Like all battle plans, it didn’t go as planned.

“Turns out High Luxiat Amazzal went down there himself, with a cane. He was beating men left and right as he reprimanded them. Quite impressive, I’m told.”

“Good, good,” Kip said.

Brave fools up and down the length of the seawall stayed at their gun emplacements rather than retreating, as if to erase their early paralysis by staying and firing until the bitter end.

There was no way to save them. Once the armada touched the seawall itself, wights and drafters tore through the stakes and spikes and fire traps and other passive defenses and mounted the top of the wall with frightening speed.

They poured down the length of the seawall like oil wicking up a lantern, dyeing it with their own colors and the red of blood as they massacred the gun crews one after another. One crew set off an explosion with the last of the black powder.

The smoke lasted longer than the obstacles did. The drafters lay great planks of luxin down on the flames and debris, and their men charged right over it.

Kip saw combined forces of drafters and nondrafting soldiers used in ways that he swore the White King must have learned from him.

But even as the Blood Robes were wicking toward the killing field waiting for them at that end of the docks, the rest of the armada had pushed deep into the bay itself. Some of the sailors made the same kind of last stand, but mostly their cannons had been arrayed in such a way that they didn’t have the angle to shoot in toward the city, and the men retreated as they were supposed to, if not quite in the good order one might hope. Some were trampled by their panicked fellows, or torn off the plentiful ladders at the walls so that some vicious ally could reach the top a heartbeat earlier.

They weren’t Kip’s men, and he hadn’t been here long enough to even start instilling discipline in these civilians, but it was still a helluva thing, watching men be killed by their friends.

And there was nothing to be done about it.

The big guns on the walls kept pounding the armada, which was all rafted together now. Ships that should have sunk were instead buoyed up by their fellows. It was probably a waste of powder, although it did help bait the trap.

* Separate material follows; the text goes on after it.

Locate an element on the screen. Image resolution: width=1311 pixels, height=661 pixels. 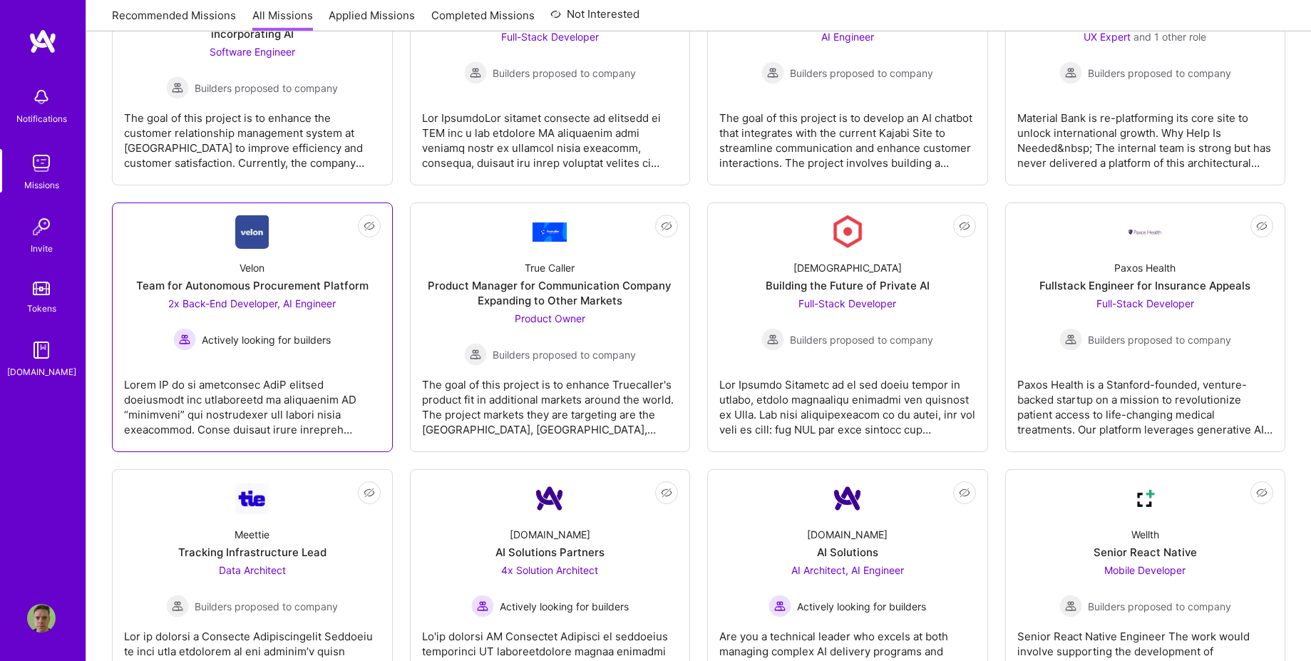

As more of the armada pressed against land and the docks and the tethered ships that had been the Chromeria’s artillery, more and more men charged out, making a beachhead.

What struck Kip was that it was almost all men. Not drafters. Not wights.

The pagans had achieved an almost perfect inversion of the Chromeria’s values: in battle the Chromeria would save its people by spending those who had gone wight and the drafters closest to breaking the halo first, because those were closest to death or insanity. The Blood Robes were saving their wights and drafters by spending their people, because their people were farthest from magic and godhood.

All the White King’s promises of freedom and of a new order, a utopia where all would be made right, were belied.

For the Chromeria, the privileges of power were paired with prices. Drafters were expected to stand in the first line of defense, as the promachos did. Human nature being what it is, they didn’t always do so, but that was the deal, the expectation. By contrast, the nine kings would happily rule a wasteland, if they could rule.

Orholam damn them.

How many of these invaders about to die just wanted a better life, or hadn’t dared to stand against the White King when his armies had marched through their lands and had pressed them into his armies? They weren’t quite innocent, but they were men, not monsters. They deserved a second chance, and Kip couldn’t afford to offer them one. Not right now.

“Still not time to go?” Ben-hadad asked. He’d come back, as had others of the Mighty.

Kip looked around again, though he still didn’t know what he was looking for. “No.”

They’d pushed in far enough. Thousands of men were clambering over the moored ships and onto the docks, between the boathouses and warehouses.

“Raise the red,” Kip commanded.

The men had been waiting for it. They raised a red flag, and immediately, the cannons atop the walls began firing incendiary shot at the Chromeria’s abandoned ships and docks still moored within the bay. Pyrejelly had been drafted into barrels and hidden away yesterday. The last order for all the sailors abandoning their ships was to open those barrels and splatter it about.